Is the US stock market “cheap” right now...or not? Let’s take a look, writes John Blank, chief equity strategist at Zacks Investment Research.
Entering 2026, share returns were excellent – for an unusual three years in a row. But this calendar year is trading differently. Through April 1, the Dow Jones Industrial Average was down 2.7% and the S&P 500 Index (^SPX) was down 3.5%. The Nasdaq was down 5.5%.

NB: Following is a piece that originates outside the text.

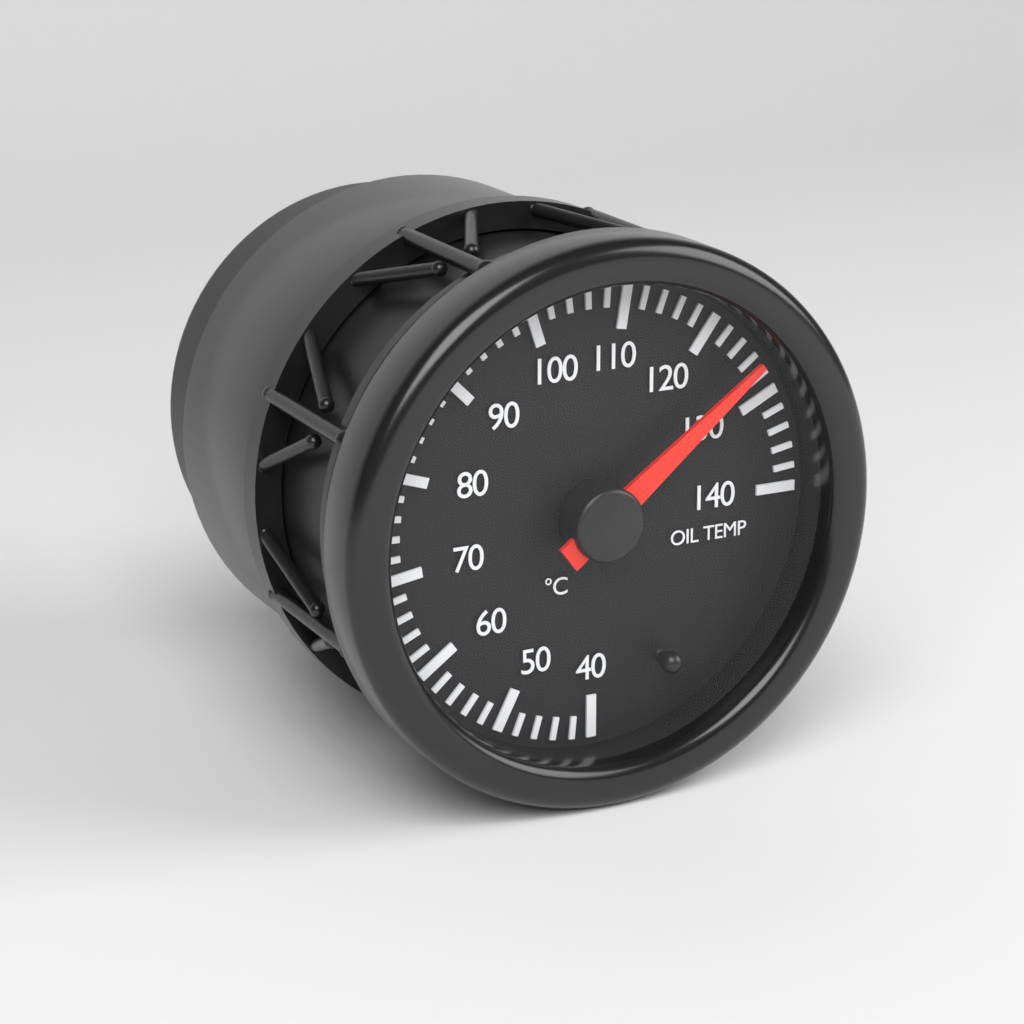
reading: 126 °C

The historical expected annual return (using data from 1930 to 2021) for stocks is +7.9%. Over the last 30 years? +11.1%. So, 8,349 is the “bottoms up” target for the next 12 months on the S&P 500. That is 28.9% over a recent closing price of 6,477.
S&P 500 Index (^SPX)

By sector, information technology remained dominant at “Very Attractive” as of March 31. Semiconductor EPS growth gets bolstered via AI chip demand. Electronics demand is great, too. Energy rose to a “Very Attractive” rating in March, with the Iran conflict a major cause for the upgrade.
Utilities rose to “Very Attractive.” Communication services did, too. Financials fell to “Market Weight.” Rising recession risk, the private credit debacle, falling share prices, and possible Fed rate hikes downshifted the momentum here.
Zacks “Fair Value for Year End 2026” is 7,064. For YE 2027? It is 7,996. That shows investors the current moment is showing an attractive entry point.
Of course, that assumes the Iran conflict comes to a graceful end. Otherwise, this moment may well be a value trap for the bulls.